Chapter Text
When the time comes, and the worlds are ending, they are ready.
Ready, in a way that Walter and William could not predict, because for all their objectives, for all their claims that their work was for humanity’s sake, they forgot along the way that their soldiers were human as well. They gave them strength, and from that strength came, unforeseen, weakness. They gave them abilities, focused on their capacity for feeling, but they forgot their tenacity, their instincts. They could not predict their willingness for sacrifice.
They saw potential in a girl to lead them, and they focused on her, made her better, made her worse. They succeeded, and with success, the illusion of control ceased.
There was no predicting Olivia, and Olivia never cared for their plans.

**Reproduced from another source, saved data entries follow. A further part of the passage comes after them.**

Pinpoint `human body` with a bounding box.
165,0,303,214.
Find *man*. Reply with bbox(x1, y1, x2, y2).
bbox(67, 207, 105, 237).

Now the children, they stand in a circle at the point of convergence, off the coast of New York, Lady Liberty’s weight firm over them as they assemble below. Olivia stands at the center, their origin point. With her, the wildcard, the madman’s son, orbiting as always. He will remain until the end, not for the worlds that are his, one by choice, one by birth, but for her. She needs him there.
He stands before her, hands on her hips, cheek on cheek, his jaw rough on hers, her cheekbone sharp and smooth against his. He pulls back, makes the drag of skin on skin abrasive, deliberate. He looks at her. He asks, “You ready for this?” The tone of it is steady, it does not betray him.
“No,” Olivia says, a hand on his neck, thumb against the hollow at its base. She finds his eyes. “Peter…” she starts.
“Don’t.” He shakes his head with vehemence, knows what she’ll say, can’t let her. Spreads his palms on her cheeks, thumbs on each arc, below her eyes, every other digit cradling the shape of her skull on either side, as if the contact will physically stop the words from leaving her mouth. He says, “Tell me later. ‘Livia, you’ll tell me later.”
She chuckles, and smiles that smile that calls him, fondly, a fool. She touches her lips to his, and it’s short, and warm and it feels too much like goodbye. She says it anyway. Says, “I love you,” and she means it, and it’s the first time.
“Tell me you’re not going to die.” It’s a whisper, a whimper, a demand.
“I can’t.” She pets his face like you’d pet a lion, an overgrown kitten, firmly and with careful fingers. Fingers running against the end of his hair at the back of his neck, up behind the shell of his ear, down the slope of his jaw.
“Then lie,” Peter begs her. “Lie.”
Olivia takes his hands from her face, one by one, hugs him as tight as she can. In his ear, she breathes, “I’m not going to die.” Her chin on his shoulder, she finds Nick looking on, waiting. She nods for them to begin. Feels the fabric of the world tear and buzz and the fear build.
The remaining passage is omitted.